The Critique of Ethical Naturalism in the Ethical Debate of Human Enhancement
- Available Online: 2020-09-21
Abstract: In the ethical debate of human enhancement, transhumanism, with the point of supporting on the research and development of Human Enhancement Technologies (HET), tries to justify the ethical feasibility with the presumption of ethical naturalism, which is the mainstream thought of normality nowadays. It suggests an ethical individualism for the improvement of the physical or psychological conditions of human body, an utilitarianism for the universal improvement on social scale as well as the morphological freedom and the posthuman-aimed evolution. Bioconservatism disapproves of transhumanism on human enhancement, which develops into two critical stands, strong and weak. The strong one, against the ethical naturalism of transhumanism, forwards critiques of metaethics and normative ethics, which fails to raise a substantial challenge on transhumanism. The critique of Natural fallacy loses by its formality and the critiques from J. Habermas and F. Fukuyama lose by their transcendental intuition and anachronistic ontology. The flaws of the strong one lead to its failure on the justification for the prohibition on the R&D of HET and imply for the weak one, keeping a naturalistic and empirical attitude on HET and whose critiques are referred at the end of this paper.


Set down each line of the material that follows exactly, and leave its pictures out.
** Opening THE DATA block **
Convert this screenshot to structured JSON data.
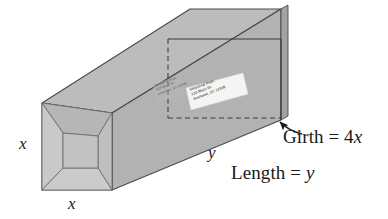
{
  "figure": {
    "type": "geometry-diagram",
    "labels": {
      "x_left": "x",
      "x_bottom": "x",
      "y_side": "y",
      "girth": "Girth = 4x",
      "girth_prefix": "Girth = 4",
      "girth_var": "x",
      "length": "Length = y",
      "length_prefix": "Length = ",
      "length_var": "y"
    },
    "shipping_label": {
      "line1": "Shipping Dept.",
      "line2": "123 Main St.",
      "line3": "Anytown, ST 12345"
    },
    "colors": {
      "top_face": "#b9b9b9",
      "side_face": "#b0b0b0",
      "front_face": "#c4c4c4",
      "front_flap_light": "#c9c9c9",
      "front_flap_dark": "#b4b4b4",
      "end_face": "#a8a8a8",
      "outline": "#4a4a4a",
      "dashed_line": "#3c3c3c",
      "label_paper": "#f2f2f0",
      "text": "#1a1a1a",
      "background": "#ffffff"
    },
    "annotations": {
      "arrow_from_girth_to_box": "callout arrow pointing from Girth label to the box corner"
    }
  }
}
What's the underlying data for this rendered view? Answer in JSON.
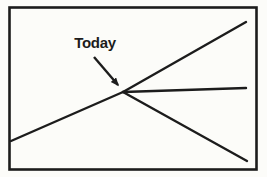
{
  "diagram": {
    "label": "Today",
    "colors": {
      "ink": "#1c1c1c",
      "paper": "#fcfcf9"
    },
    "frame": {
      "x": 9.5,
      "y": 7.5,
      "width": 247,
      "height": 162
    },
    "vertex": {
      "x": 123,
      "y": 92
    },
    "lines": [
      {
        "name": "past-trend-line",
        "x1": 11,
        "y1": 141,
        "x2": 123,
        "y2": 92
      },
      {
        "name": "upper-projection-line",
        "x1": 123,
        "y1": 92,
        "x2": 246,
        "y2": 22
      },
      {
        "name": "flat-projection-line",
        "x1": 123,
        "y1": 92,
        "x2": 246,
        "y2": 88
      },
      {
        "name": "lower-projection-line",
        "x1": 123,
        "y1": 92,
        "x2": 247,
        "y2": 161
      }
    ],
    "arrow": {
      "x1": 94,
      "y1": 57,
      "x2": 118,
      "y2": 85
    }
  }
}
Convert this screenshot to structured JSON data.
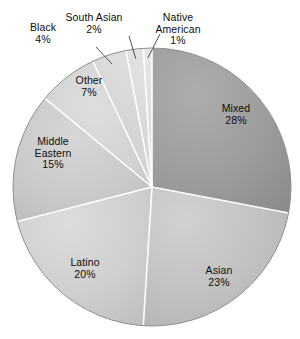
** Closing THE DATA block **
_RESPONSE AREA_:
Convert this screenshot to structured JSON data.
{
  "figure": {
    "type": "geometry-diagram",
    "labels": {
      "x_left": "x",
      "x_bottom": "x",
      "y_side": "y",
      "girth": "Girth = 4x",
      "girth_prefix": "Girth = 4",
      "girth_var": "x",
      "length": "Length = y",
      "length_prefix": "Length = ",
      "length_var": "y"
    },
    "shipping_label": {
      "line1": "Shipping Dept.",
      "line2": "123 Main St.",
      "line3": "Anytown, ST 12345"
    },
    "colors": {
      "top_face": "#b9b9b9",
      "side_face": "#b0b0b0",
      "front_face": "#c4c4c4",
      "front_flap_light": "#c9c9c9",
      "front_flap_dark": "#b4b4b4",
      "end_face": "#a8a8a8",
      "outline": "#4a4a4a",
      "dashed_line": "#3c3c3c",
      "label_paper": "#f2f2f0",
      "text": "#1a1a1a",
      "background": "#ffffff"
    },
    "annotations": {
      "arrow_from_girth_to_box": "callout arrow pointing from Girth label to the box corner"
    }
  }
}
What's the underlying data for this rendered view? Answer in JSON.
{
  "diagram": {
    "label": "Today",
    "colors": {
      "ink": "#1c1c1c",
      "paper": "#fcfcf9"
    },
    "frame": {
      "x": 9.5,
      "y": 7.5,
      "width": 247,
      "height": 162
    },
    "vertex": {
      "x": 123,
      "y": 92
    },
    "lines": [
      {
        "name": "past-trend-line",
        "x1": 11,
        "y1": 141,
        "x2": 123,
        "y2": 92
      },
      {
        "name": "upper-projection-line",
        "x1": 123,
        "y1": 92,
        "x2": 246,
        "y2": 22
      },
      {
        "name": "flat-projection-line",
        "x1": 123,
        "y1": 92,
        "x2": 246,
        "y2": 88
      },
      {
        "name": "lower-projection-line",
        "x1": 123,
        "y1": 92,
        "x2": 247,
        "y2": 161
      }
    ],
    "arrow": {
      "x1": 94,
      "y1": 57,
      "x2": 118,
      "y2": 85
    }
  }
}
Convert this screenshot to structured JSON data.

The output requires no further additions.